Man of the House: A Dark Bad Boy Romance(4)



Bruce shook his head, looking totally shocked. “This is insane, Carter, even for you.”

“Nothing insane about it. I’m sure more than a few of you in here have fallen for your secretary at some point. Well, ladies and gentlemen, I am the victim of love.”

I was laying it on a little thick, but that was okay. These people didn’t care about subtlety, only about what was best for the company.

“How do you think this is going to help? The media will go crazy with this story,” Bruce said, shaking his head. “You’ve signed your own death warrant.”

“No, Bruce, I haven’t. The media is going to see a new version of me, a calm and professional version.” I smiled at him and I could tell he understood what that smile meant.

It meant that the professional version of me was going to slit his throat.

“This is more impulsive foolishness from you, Carter,” he said. “I hoped for more from you. This will never work.”

“You’re very wrong, Bruce. Evelyn and I are going to do a lot for this company, and the scandals are all behind me. This is the new era of Valor Tech.”

There was more murmuring and discussion of how to deal with the media fallout, but I didn’t stay for any of that. I said what I wanted to say, dropped the bomb I’d been so excited to drop, and so I left. I headed back toward my office, smiling to myself the whole way.

The look on Bruce’s face had been incredible. I wanted to bury that smug bastard, and couldn’t wait to begin putting the nails in his coffin.

The only problem that kept nagging at me was my new stepdaughter, Emily. I shouldn’t think of her as a stepdaughter, since she was barely ten years younger than me and gorgeous as hell. I knew I was going to have to exercise some serious self-restraint with her, but I wasn’t sure if I was going to be able to.

And I wasn’t sure if she was going to play along. The last time we spoke, she was willing to help, but she was clearly reluctant. I didn’t know how long that was going to last, or if she was going to lash out. I trusted Evelyn, and she said that Emily would help, but I wasn’t so sure. I needed to keep an eye on her and be positive that she was going to play ball.

There were a lot of moving pieces and uncertainty with this plan, but that was okay. I worked best when I improvised, although I’d never had a distraction and a problem quite like Emily before.

I was going to need to learn some serious self-restraint over the next few months, or else I might not get what I wanted in the end.





3





Emily





Carter wasn’t joking when he said I could have an entire wing of the house to myself.

I followed a young housekeeper through large and spacious hallways into the east side of the house, which is usually reserved for guests, but had been converted into a living space for me. I had my own kitchen, my own living room, my own bedroom, and at least two bathrooms that I knew about. The kitchen was stocked with whatever I wanted and I had access to the outdoor pool and the indoor pool. My mother was staying in Carter’s room, though really she was in the room adjacent to his. As I unpacked and looked around my new living situation, I had to admit that I was a little blown away.

I knew that people like Carter lived this way, but I’d never really seen it before. My father left my mother when I was very young, and my mother never really found another partner after he was gone. She was a single mother raising a daughter on a secretary’s salary, and although Carter paid Mom very well, that wasn’t always the case with her bosses before him. There were times where we really struggled, but Mom managed to give me a comfortable life despite all that.

Still, I’d never seen luxury like Carter’s palatial mansion. He lived on the outskirts of San Francisco, up in the hills surrounded by natural wildlife and trees. He kept away from the other tech billionaires for reasons that I didn’t understand and wasn’t going to bother to ask him about. From what I could tell, there were three main wings in the house attached to a central hub. I had one wing, Carter and Mom had the other, and the third was being switched over to guest duty. Before, it had been some kind of recreational place. I wasn’t really sure what that meant and didn’t bother to ask.

I was too busy wandering around the grounds.

From what I understood, there were two pools, one indoor and one outdoor, plus a full gym, bar, and restaurant that was only open when guests were around. There were tennis courts, a basketball court, an indoor volleyball court, a bowling alley, two movie theaters, and something like two hundred computers. There was a machine shop and a robotics lab, plus an infirmary with in-house medical staff.

In short, it was more like a resort than a house, and I got lost immediately.

Not that I minded being lost. I came across housekeepers every once in awhile, but they basically just ignored me. I was too busy looking into rooms, staring at paintings, and basically trying to come to grips that a single person could afford all of this stuff. I knew Carter was rich, but I had no clue what that really meant.

It was becoming clearer and clearer to me that Carter Green really was the spoiled rich playboy that the media made him seem to be. His home was extravagant, like a resort for the insanely wealthy, except owned and operated for one man. He apparently had guests constantly, but I hadn’t seen anybody yet, and doubted I ever would. Even if people were staying there, the place was just too huge to stumble across someone.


▶ _Problem to work on_:
Would you restate the full listing word for word and omit its pictures?

▶ _Data extracts_:
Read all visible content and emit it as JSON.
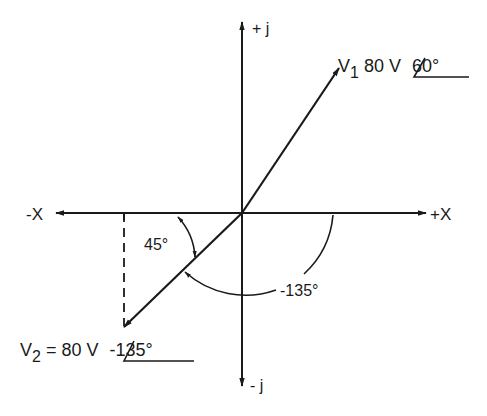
{
  "diagram": {
    "type": "phasor",
    "axes": {
      "pos_real": "+X",
      "neg_real": "-X",
      "pos_imag": "+ j",
      "neg_imag": "- j"
    },
    "phasors": [
      {
        "name": "V",
        "subscript": "1",
        "text_mid": " 80 V ",
        "angle_text": "60°",
        "magnitude": 80,
        "unit": "V",
        "angle_deg": 60
      },
      {
        "name": "V",
        "subscript": "2",
        "text_mid": " = 80 V ",
        "angle_text": "-135°",
        "magnitude": 80,
        "unit": "V",
        "angle_deg": -135
      }
    ],
    "angle_labels": {
      "reference_angle": "45°",
      "phase_angle": "-135°"
    },
    "colors": {
      "ink": "#1a1a1a",
      "background": "#ffffff"
    }
  }
}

▶ _Solution_:
Read all visible content and emit it as JSON.
{
  "diagram": {
    "type": "phasor",
    "axes": {
      "pos_real": "+X",
      "neg_real": "-X",
      "pos_imag": "+ j",
      "neg_imag": "- j"
    },
    "phasors": [
      {
        "name": "V",
        "subscript": "1",
        "text_mid": " 80 V ",
        "angle_text": "60°",
        "magnitude": 80,
        "unit": "V",
        "angle_deg": 60
      },
      {
        "name": "V",
        "subscript": "2",
        "text_mid": " = 80 V ",
        "angle_text": "-135°",
        "magnitude": 80,
        "unit": "V",
        "angle_deg": -135
      }
    ],
    "angle_labels": {
      "reference_angle": "45°",
      "phase_angle": "-135°"
    },
    "colors": {
      "ink": "#1a1a1a",
      "background": "#ffffff"
    }
  }
}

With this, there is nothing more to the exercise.